Psychiatric comorbidity plays key role for all-cause and cause-specific associations with death in adults
THURSDAY, Aug. 8, 2019 (HealthDay News) — Attention-deficit/hyperactivity disorder (ADHD) is associated with an elevated risk of premature death, according to a study published online Aug. 7 in JAMA Psychiatry.
Shihua Sun, M.D., from the Karolinska Institutet in Stockholm, and colleagues used Swedish national registers to identify 2,675,615 individuals born in Sweden (1983 to 2009), including 86,670 individuals (3.2 percent) who received a diagnosis of ADHD during follow-up through 2013.
The researchers found that during follow-up, 424 individuals with ADHD and 6,231 without ADHD died (mortality rates of 11.57 and 2.16 per 10,000 person-years, respectively). The association was stronger for death in adulthood (hazard ratio [HR], 4.64; 95 percent confidence interval [CI], 4.11 to 5.25) versus childhood (HR, 1.41; 95 percent CI, 0.97 to 2.04). The risk of death also increased substantially with the number of psychiatric comorbidities with ADHD (HR for individuals with only ADHD: 1.41 [95 percent CI, 1.01 to 1.97]; HR for individuals with at least four comorbidities: 25.22 [95 percent CI, 19.60 to 32.46]). However, for deaths in adulthood, when adjusting for early-onset psychiatric comorbidity, the association between ADHD and risk of death due to natural causes was no longer statistically significant (HR, 1.32; 95 percent CI, 0.94 to 1.85).
“These findings suggest that health care professionals should closely monitor specific psychiatric comorbidities in individuals with ADHD to identify high-risk groups and implement prevention efforts,” the authors write.
Authors disclosed financial ties to the pharmaceutical industry.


» Requirement
In the records below, some lines contain the word "Katabolism". Copy each of them.

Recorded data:
-- Opening Marker --
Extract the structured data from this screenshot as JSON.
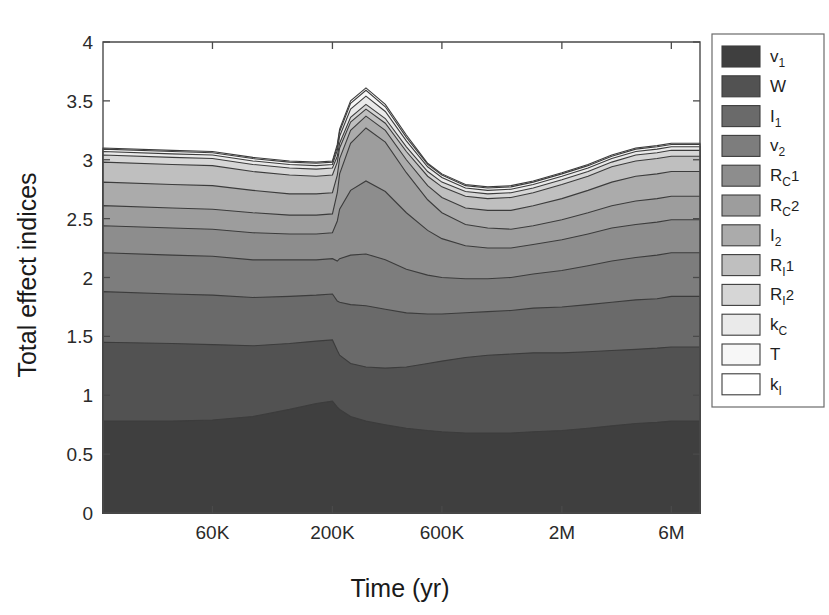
{
  "chart_data": {
    "type": "area",
    "stacked": true,
    "title": "",
    "xlabel": "Time (yr)",
    "ylabel": "Total effect indices",
    "ylim": [
      0,
      4
    ],
    "yticks": [
      "0",
      "0.5",
      "1",
      "1.5",
      "2",
      "2.5",
      "3",
      "3.5",
      "4"
    ],
    "ytick_values": [
      0,
      0.5,
      1,
      1.5,
      2,
      2.5,
      3,
      3.5,
      4
    ],
    "xticks": [
      "60K",
      "200K",
      "600K",
      "2M",
      "6M"
    ],
    "xtick_values": [
      60000,
      200000,
      600000,
      2000000,
      6000000
    ],
    "xscale": "log",
    "grid": false,
    "legend_position": "right-outside",
    "x": [
      20000,
      40000,
      60000,
      90000,
      130000,
      170000,
      200000,
      210000,
      215000,
      240000,
      280000,
      340000,
      420000,
      520000,
      600000,
      760000,
      950000,
      1200000,
      1500000,
      2000000,
      2600000,
      3300000,
      4200000,
      5200000,
      6000000,
      8000000
    ],
    "series": [
      {
        "name": "v1",
        "label": "v",
        "sub": "1",
        "color": "#3f3f3f",
        "values": [
          0.78,
          0.78,
          0.79,
          0.82,
          0.88,
          0.93,
          0.95,
          0.9,
          0.88,
          0.82,
          0.78,
          0.75,
          0.72,
          0.7,
          0.69,
          0.68,
          0.68,
          0.68,
          0.69,
          0.7,
          0.72,
          0.74,
          0.76,
          0.77,
          0.78,
          0.78
        ]
      },
      {
        "name": "W",
        "label": "W",
        "sub": "",
        "color": "#525252",
        "values": [
          0.67,
          0.66,
          0.64,
          0.6,
          0.56,
          0.53,
          0.52,
          0.48,
          0.46,
          0.45,
          0.46,
          0.48,
          0.52,
          0.57,
          0.6,
          0.64,
          0.66,
          0.67,
          0.67,
          0.66,
          0.65,
          0.64,
          0.63,
          0.63,
          0.63,
          0.63
        ]
      },
      {
        "name": "I1",
        "label": "I",
        "sub": "1",
        "color": "#6a6a6a",
        "values": [
          0.43,
          0.42,
          0.42,
          0.41,
          0.4,
          0.39,
          0.39,
          0.42,
          0.45,
          0.5,
          0.52,
          0.5,
          0.46,
          0.42,
          0.4,
          0.38,
          0.37,
          0.37,
          0.38,
          0.39,
          0.4,
          0.41,
          0.42,
          0.42,
          0.43,
          0.43
        ]
      },
      {
        "name": "v2",
        "label": "v",
        "sub": "2",
        "color": "#7d7d7d",
        "values": [
          0.33,
          0.33,
          0.33,
          0.32,
          0.31,
          0.3,
          0.3,
          0.34,
          0.37,
          0.42,
          0.44,
          0.42,
          0.37,
          0.33,
          0.31,
          0.29,
          0.28,
          0.28,
          0.29,
          0.31,
          0.33,
          0.35,
          0.36,
          0.37,
          0.37,
          0.37
        ]
      },
      {
        "name": "RC1",
        "label": "R",
        "sub": "C",
        "sup": "1",
        "color": "#8d8d8d",
        "values": [
          0.23,
          0.23,
          0.23,
          0.23,
          0.22,
          0.22,
          0.22,
          0.34,
          0.42,
          0.55,
          0.62,
          0.58,
          0.48,
          0.38,
          0.33,
          0.28,
          0.26,
          0.25,
          0.25,
          0.26,
          0.27,
          0.28,
          0.28,
          0.28,
          0.28,
          0.28
        ]
      },
      {
        "name": "RC2",
        "label": "R",
        "sub": "C",
        "sup": "2",
        "color": "#9d9d9d",
        "values": [
          0.17,
          0.17,
          0.17,
          0.17,
          0.16,
          0.16,
          0.16,
          0.24,
          0.3,
          0.4,
          0.45,
          0.42,
          0.34,
          0.26,
          0.22,
          0.18,
          0.17,
          0.16,
          0.16,
          0.17,
          0.18,
          0.19,
          0.2,
          0.2,
          0.2,
          0.2
        ]
      },
      {
        "name": "I2",
        "label": "I",
        "sub": "2",
        "color": "#ababab",
        "values": [
          0.2,
          0.2,
          0.2,
          0.19,
          0.18,
          0.18,
          0.18,
          0.15,
          0.13,
          0.11,
          0.1,
          0.1,
          0.11,
          0.12,
          0.13,
          0.14,
          0.15,
          0.16,
          0.17,
          0.18,
          0.19,
          0.2,
          0.21,
          0.21,
          0.21,
          0.21
        ]
      },
      {
        "name": "RI1",
        "label": "R",
        "sub": "I",
        "sup": "1",
        "color": "#bfbfbf",
        "values": [
          0.17,
          0.17,
          0.17,
          0.16,
          0.16,
          0.15,
          0.15,
          0.11,
          0.09,
          0.07,
          0.06,
          0.06,
          0.07,
          0.08,
          0.09,
          0.1,
          0.1,
          0.11,
          0.11,
          0.12,
          0.12,
          0.13,
          0.13,
          0.13,
          0.13,
          0.13
        ]
      },
      {
        "name": "RI2",
        "label": "R",
        "sub": "I",
        "sup": "2",
        "color": "#d6d6d6",
        "values": [
          0.06,
          0.06,
          0.06,
          0.06,
          0.06,
          0.06,
          0.06,
          0.05,
          0.04,
          0.04,
          0.04,
          0.04,
          0.04,
          0.04,
          0.04,
          0.04,
          0.04,
          0.04,
          0.04,
          0.04,
          0.04,
          0.04,
          0.05,
          0.05,
          0.05,
          0.05
        ]
      },
      {
        "name": "kC",
        "label": "k",
        "sub": "C",
        "color": "#eaeaea",
        "values": [
          0.03,
          0.03,
          0.03,
          0.03,
          0.03,
          0.03,
          0.03,
          0.05,
          0.06,
          0.07,
          0.07,
          0.06,
          0.05,
          0.04,
          0.04,
          0.03,
          0.03,
          0.03,
          0.03,
          0.03,
          0.03,
          0.03,
          0.03,
          0.03,
          0.03,
          0.03
        ]
      },
      {
        "name": "T",
        "label": "T",
        "sub": "",
        "color": "#f7f7f7",
        "values": [
          0.02,
          0.02,
          0.02,
          0.02,
          0.02,
          0.02,
          0.02,
          0.03,
          0.04,
          0.05,
          0.05,
          0.04,
          0.03,
          0.02,
          0.02,
          0.02,
          0.02,
          0.02,
          0.02,
          0.02,
          0.02,
          0.02,
          0.02,
          0.02,
          0.02,
          0.02
        ]
      },
      {
        "name": "kI",
        "label": "k",
        "sub": "I",
        "color": "#ffffff",
        "values": [
          0.01,
          0.01,
          0.01,
          0.01,
          0.01,
          0.01,
          0.01,
          0.02,
          0.02,
          0.02,
          0.02,
          0.02,
          0.02,
          0.01,
          0.01,
          0.01,
          0.01,
          0.01,
          0.01,
          0.01,
          0.01,
          0.01,
          0.01,
          0.01,
          0.01,
          0.01
        ]
      }
    ]
  },
  "axes": {
    "ylabel": "Total effect indices",
    "xlabel": "Time (yr)"
  },
  "legend": {
    "entries": [
      {
        "label": "v",
        "sub": "1",
        "sup": "",
        "color": "#3f3f3f"
      },
      {
        "label": "W",
        "sub": "",
        "sup": "",
        "color": "#525252"
      },
      {
        "label": "I",
        "sub": "1",
        "sup": "",
        "color": "#6a6a6a"
      },
      {
        "label": "v",
        "sub": "2",
        "sup": "",
        "color": "#7d7d7d"
      },
      {
        "label": "R",
        "sub": "C",
        "sup": "1",
        "color": "#8d8d8d"
      },
      {
        "label": "R",
        "sub": "C",
        "sup": "2",
        "color": "#9d9d9d"
      },
      {
        "label": "I",
        "sub": "2",
        "sup": "",
        "color": "#ababab"
      },
      {
        "label": "R",
        "sub": "I",
        "sup": "1",
        "color": "#bfbfbf"
      },
      {
        "label": "R",
        "sub": "I",
        "sup": "2",
        "color": "#d6d6d6"
      },
      {
        "label": "k",
        "sub": "C",
        "sup": "",
        "color": "#eaeaea"
      },
      {
        "label": "T",
        "sub": "",
        "sup": "",
        "color": "#f7f7f7"
      },
      {
        "label": "k",
        "sub": "I",
        "sup": "",
        "color": "#ffffff"
      }
    ]
  }
}
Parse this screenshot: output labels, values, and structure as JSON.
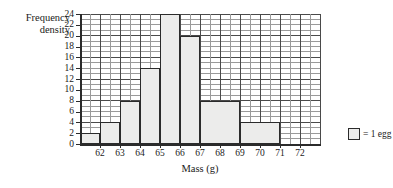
{
  "chart_data": {
    "type": "bar",
    "title": "",
    "xlabel": "Mass (g)",
    "ylabel_lines": [
      "Frequency",
      "density"
    ],
    "ylabel": "Frequency density",
    "xlim": [
      61,
      73
    ],
    "ylim": [
      0,
      24
    ],
    "grid": true,
    "grid_major_x_step": 1,
    "grid_minor_x_step": 0.5,
    "grid_major_y_step": 4,
    "grid_minor_y_step": 1,
    "x_ticks": [
      62,
      63,
      64,
      65,
      66,
      67,
      68,
      69,
      70,
      71,
      72
    ],
    "x_tick_labels": [
      "62",
      "63",
      "64",
      "65",
      "66",
      "67",
      "68",
      "69",
      "70",
      "71",
      "72"
    ],
    "y_ticks": [
      0,
      2,
      4,
      6,
      8,
      10,
      12,
      14,
      16,
      18,
      20,
      22,
      24
    ],
    "y_tick_labels": [
      "0",
      "2",
      "4",
      "6",
      "8",
      "10",
      "12",
      "14",
      "16",
      "18",
      "20",
      "22",
      "24"
    ],
    "bars": [
      {
        "label": "61-62",
        "x0": 61,
        "x1": 62,
        "value": 2
      },
      {
        "label": "62-63",
        "x0": 62,
        "x1": 63,
        "value": 4
      },
      {
        "label": "63-64",
        "x0": 63,
        "x1": 64,
        "value": 8
      },
      {
        "label": "64-65",
        "x0": 64,
        "x1": 65,
        "value": 14
      },
      {
        "label": "65-66",
        "x0": 65,
        "x1": 66,
        "value": 24
      },
      {
        "label": "66-67",
        "x0": 66,
        "x1": 67,
        "value": 20
      },
      {
        "label": "67-69",
        "x0": 67,
        "x1": 69,
        "value": 8
      },
      {
        "label": "69-71",
        "x0": 69,
        "x1": 71,
        "value": 4
      }
    ],
    "bar_fill_color": "#ececeb",
    "bar_edge_color": "#2b2b2b",
    "legend": {
      "position": "right",
      "entries": [
        {
          "swatch": "square",
          "text": "= 1 egg"
        }
      ]
    }
  }
}
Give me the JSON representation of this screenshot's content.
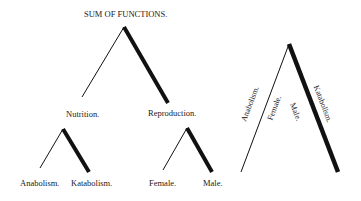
{
  "diagram": {
    "title": "SUM OF FUNCTIONS.",
    "tree": {
      "root": "SUM OF FUNCTIONS.",
      "children": [
        {
          "label": "Nutrition.",
          "children": [
            {
              "label": "Anabolism."
            },
            {
              "label": "Katabolism."
            }
          ]
        },
        {
          "label": "Reproduction.",
          "children": [
            {
              "label": "Female."
            },
            {
              "label": "Male."
            }
          ]
        }
      ]
    },
    "combined": {
      "left_outer": "Anabolism.",
      "left_inner": "Female.",
      "right_inner": "Male.",
      "right_outer": "Katabolism."
    },
    "colors": {
      "line": "#111111",
      "background": "#ffffff"
    }
  }
}
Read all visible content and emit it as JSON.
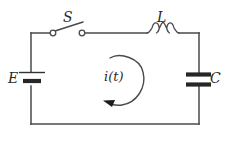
{
  "diagram": {
    "kind": "electrical-circuit-schematic",
    "width": 230,
    "height": 141,
    "background_color": "#ffffff",
    "wire_color": "#4a4a4a",
    "plate_color": "#262626",
    "label_color": "#2b2b2b"
  },
  "components": {
    "switch": {
      "name": "switch",
      "label": "S",
      "state": "open",
      "position": "top-left",
      "symbol": "knife-switch-open"
    },
    "inductor": {
      "name": "inductor",
      "label": "L",
      "position": "top-right",
      "symbol": "coil-three-loops",
      "loop_count": 3
    },
    "battery": {
      "name": "battery",
      "label": "E",
      "position": "left",
      "symbol": "battery-cell",
      "plates": 2
    },
    "capacitor": {
      "name": "capacitor",
      "label": "C",
      "position": "right",
      "symbol": "capacitor-parallel-plates",
      "plates": 2
    },
    "current": {
      "name": "current",
      "label": "i(t)",
      "position": "center",
      "symbol": "circular-arrow",
      "direction": "counterclockwise"
    }
  },
  "loop": {
    "left_x": 31,
    "right_x": 199,
    "top_y": 33,
    "bottom_y": 124
  }
}
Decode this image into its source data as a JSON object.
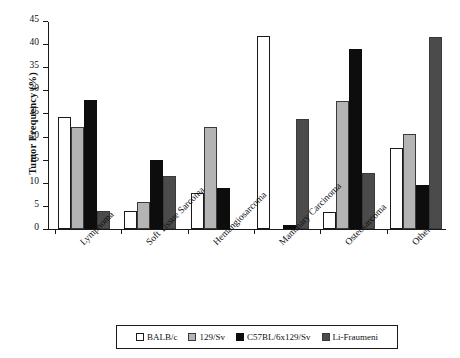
{
  "chart_data": {
    "type": "bar",
    "title": "",
    "xlabel": "",
    "ylabel": "Tumor Frequency (%)",
    "ylim": [
      0,
      45
    ],
    "yticks": [
      0,
      5,
      10,
      15,
      20,
      25,
      30,
      35,
      40,
      45
    ],
    "grid": false,
    "legend_position": "bottom",
    "categories": [
      "Lymphoma",
      "Soft Tissue Sarcoma",
      "Hemangiosarcoma",
      "Mammary Carcinoma",
      "Osteosarcoma",
      "Other"
    ],
    "series": [
      {
        "name": "BALB/c",
        "color": "#ffffff",
        "values": [
          24.3,
          3.8,
          7.8,
          41.8,
          3.6,
          17.5
        ]
      },
      {
        "name": "129/Sv",
        "color": "#b4b4b4",
        "values": [
          22.1,
          5.9,
          22.0,
          0,
          27.8,
          20.6
        ]
      },
      {
        "name": "C57BL/6x129/Sv",
        "color": "#0d0d0d",
        "values": [
          28.0,
          15.0,
          8.8,
          0.9,
          39.0,
          9.6
        ]
      },
      {
        "name": "Li-Fraumeni",
        "color": "#4b4b4b",
        "values": [
          4.0,
          11.4,
          0,
          23.9,
          12.2,
          41.6
        ]
      }
    ]
  },
  "legend": {
    "items": [
      {
        "label": "BALB/c"
      },
      {
        "label": "129/Sv"
      },
      {
        "label": "C57BL/6x129/Sv"
      },
      {
        "label": "Li-Fraumeni"
      }
    ]
  }
}
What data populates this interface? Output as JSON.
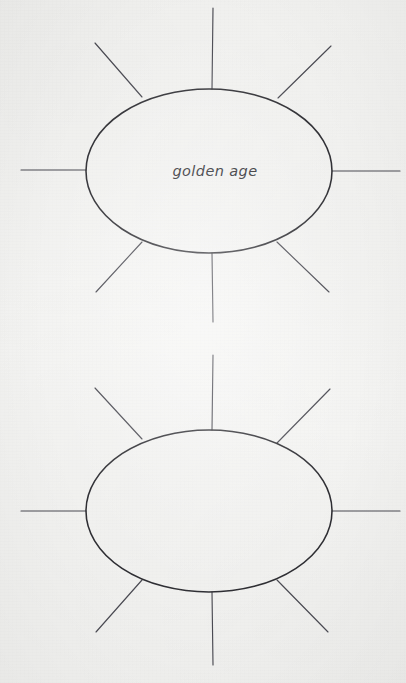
{
  "page": {
    "background_color": "#f4f4f2",
    "ink_color": "#2e2e33",
    "ray_color": "#4a4a52",
    "width": 406,
    "height": 683,
    "medium": "scanned paper worksheet"
  },
  "diagrams": [
    {
      "id": "web-1",
      "name": "word-web-top",
      "shape": "ellipse",
      "center_label": "golden age",
      "center": {
        "x": 209,
        "y": 171
      },
      "radius_x": 123,
      "radius_y": 82,
      "ray_count": 8,
      "rays": [
        {
          "name": "ray-top",
          "direction": "up",
          "x1": 212,
          "y1": 89,
          "x2": 213,
          "y2": 8
        },
        {
          "name": "ray-top-right",
          "direction": "up-right",
          "x1": 278,
          "y1": 98,
          "x2": 331,
          "y2": 46
        },
        {
          "name": "ray-right",
          "direction": "right",
          "x1": 332,
          "y1": 171,
          "x2": 400,
          "y2": 171
        },
        {
          "name": "ray-bottom-right",
          "direction": "down-right",
          "x1": 277,
          "y1": 242,
          "x2": 329,
          "y2": 292
        },
        {
          "name": "ray-bottom",
          "direction": "down",
          "x1": 212,
          "y1": 253,
          "x2": 213,
          "y2": 322
        },
        {
          "name": "ray-bottom-left",
          "direction": "down-left",
          "x1": 142,
          "y1": 242,
          "x2": 96,
          "y2": 292
        },
        {
          "name": "ray-left",
          "direction": "left",
          "x1": 86,
          "y1": 170,
          "x2": 21,
          "y2": 170
        },
        {
          "name": "ray-top-left",
          "direction": "up-left",
          "x1": 142,
          "y1": 97,
          "x2": 95,
          "y2": 43
        }
      ]
    },
    {
      "id": "web-2",
      "name": "word-web-bottom",
      "shape": "ellipse",
      "center_label": "",
      "center": {
        "x": 209,
        "y": 511
      },
      "radius_x": 123,
      "radius_y": 81,
      "ray_count": 8,
      "rays": [
        {
          "name": "ray-top",
          "direction": "up",
          "x1": 212,
          "y1": 430,
          "x2": 213,
          "y2": 355
        },
        {
          "name": "ray-top-right",
          "direction": "up-right",
          "x1": 277,
          "y1": 443,
          "x2": 330,
          "y2": 389
        },
        {
          "name": "ray-right",
          "direction": "right",
          "x1": 332,
          "y1": 511,
          "x2": 400,
          "y2": 511
        },
        {
          "name": "ray-bottom-right",
          "direction": "down-right",
          "x1": 277,
          "y1": 580,
          "x2": 328,
          "y2": 632
        },
        {
          "name": "ray-bottom",
          "direction": "down",
          "x1": 212,
          "y1": 592,
          "x2": 213,
          "y2": 665
        },
        {
          "name": "ray-bottom-left",
          "direction": "down-left",
          "x1": 142,
          "y1": 580,
          "x2": 96,
          "y2": 632
        },
        {
          "name": "ray-left",
          "direction": "left",
          "x1": 86,
          "y1": 511,
          "x2": 21,
          "y2": 511
        },
        {
          "name": "ray-top-left",
          "direction": "up-left",
          "x1": 142,
          "y1": 439,
          "x2": 95,
          "y2": 388
        }
      ]
    }
  ]
}
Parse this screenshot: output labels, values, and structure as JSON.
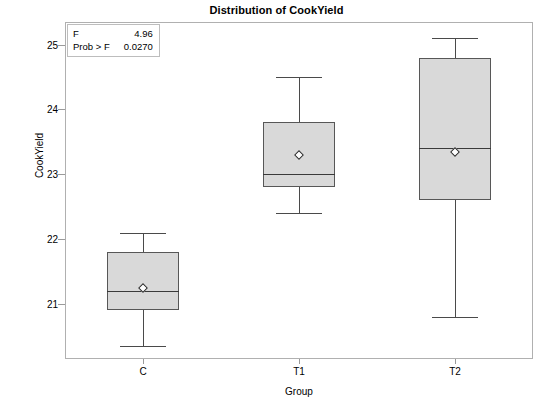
{
  "chart_data": {
    "type": "box",
    "title": "Distribution of CookYield",
    "xlabel": "Group",
    "ylabel": "CookYield",
    "categories": [
      "C",
      "T1",
      "T2"
    ],
    "ylim": [
      20.15,
      25.35
    ],
    "yticks": [
      21,
      22,
      23,
      24,
      25
    ],
    "ytick_labels": [
      "21",
      "22",
      "23",
      "24",
      "25"
    ],
    "grid": false,
    "legend": "none",
    "boxes": [
      {
        "category": "C",
        "whisker_low": 20.35,
        "q1": 20.9,
        "median": 21.2,
        "q3": 21.8,
        "whisker_high": 22.1,
        "mean": 21.25
      },
      {
        "category": "T1",
        "whisker_low": 22.4,
        "q1": 22.8,
        "median": 23.0,
        "q3": 23.8,
        "whisker_high": 24.5,
        "mean": 23.3
      },
      {
        "category": "T2",
        "whisker_low": 20.8,
        "q1": 22.6,
        "median": 23.4,
        "q3": 24.8,
        "whisker_high": 25.1,
        "mean": 23.35
      }
    ],
    "annotations": {
      "f_label": "F",
      "f_value": "4.96",
      "prob_label": "Prob > F",
      "prob_value": "0.0270"
    }
  },
  "colors": {
    "box_fill": "#d9d9d9",
    "box_border": "#575757",
    "frame": "#b0b0b0",
    "text": "#000000"
  }
}
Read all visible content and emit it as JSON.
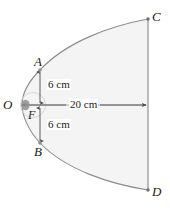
{
  "figure": {
    "colors": {
      "curve": "#8c8c8c",
      "fill": "#f4f4f4",
      "line": "#9a9a9a",
      "text": "#1a1a1a",
      "marker": "#8a8a8a",
      "focus_blob": "#8f8f8f"
    },
    "points": [
      {
        "id": "O",
        "label": "O",
        "x": 22,
        "y": 105,
        "role": "vertex"
      },
      {
        "id": "F",
        "label": "F",
        "x": 33,
        "y": 105,
        "role": "focus"
      },
      {
        "id": "A",
        "label": "A",
        "x": 40,
        "y": 70,
        "role": "latus-rectum-top"
      },
      {
        "id": "B",
        "label": "B",
        "x": 40,
        "y": 143,
        "role": "latus-rectum-bottom"
      },
      {
        "id": "C",
        "label": "C",
        "x": 148,
        "y": 19,
        "role": "aperture-top"
      },
      {
        "id": "D",
        "label": "D",
        "x": 148,
        "y": 190,
        "role": "aperture-bottom"
      }
    ],
    "dimensions": [
      {
        "id": "six-top",
        "text": "6 cm",
        "value": 6,
        "unit": "cm",
        "from": "A",
        "to": "F",
        "orientation": "vertical"
      },
      {
        "id": "six-bottom",
        "text": "6 cm",
        "value": 6,
        "unit": "cm",
        "from": "F",
        "to": "B",
        "orientation": "vertical"
      },
      {
        "id": "twenty",
        "text": "20 cm",
        "value": 20,
        "unit": "cm",
        "from": "O",
        "to": "CD",
        "orientation": "horizontal"
      }
    ]
  }
}
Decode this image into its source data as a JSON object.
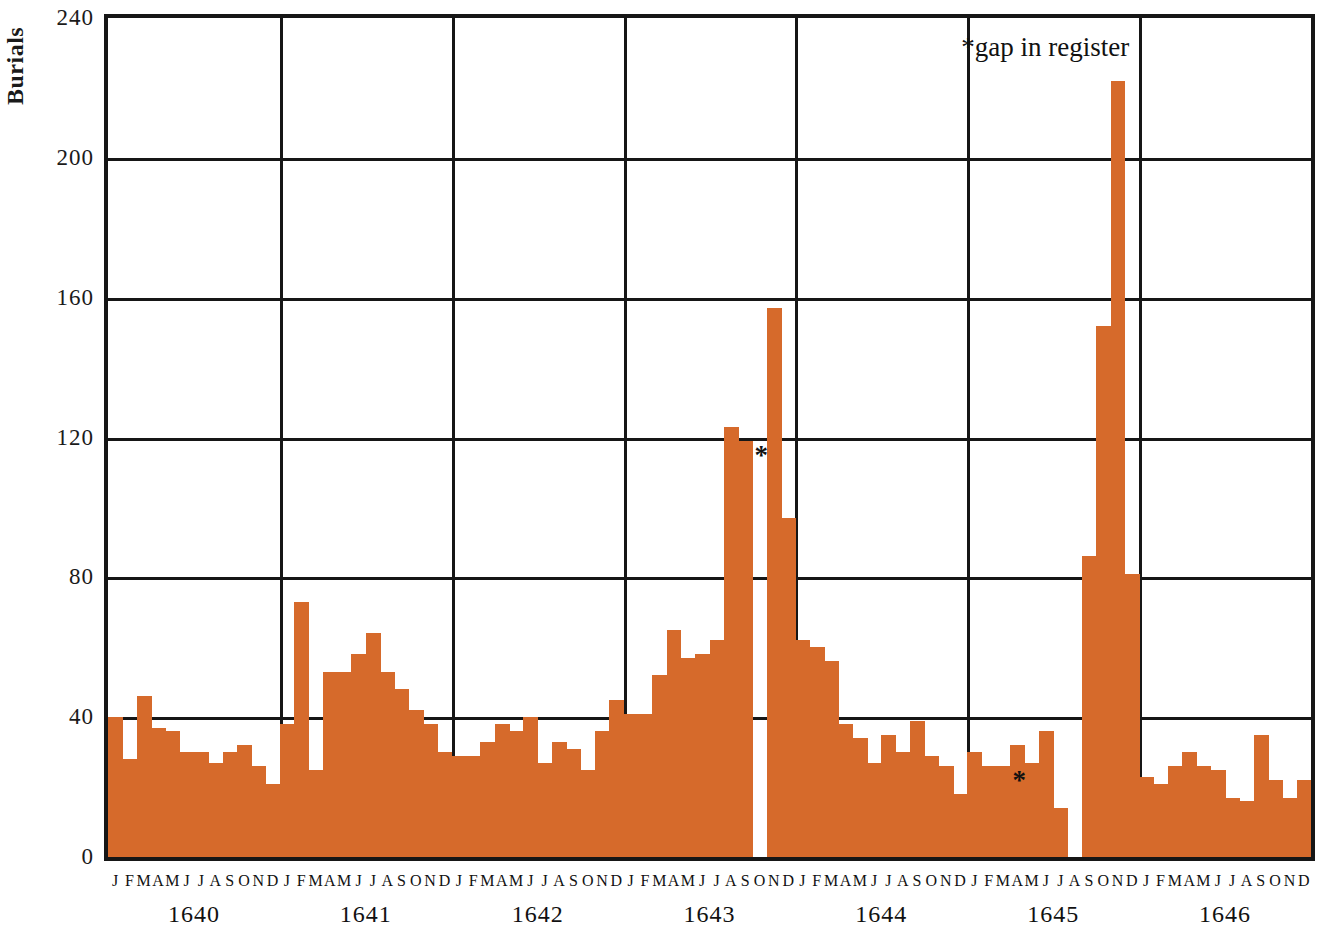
-- Closing Marker --
» Exercise response
              "label": "Katabolism."
      "right_outer": "Katabolism."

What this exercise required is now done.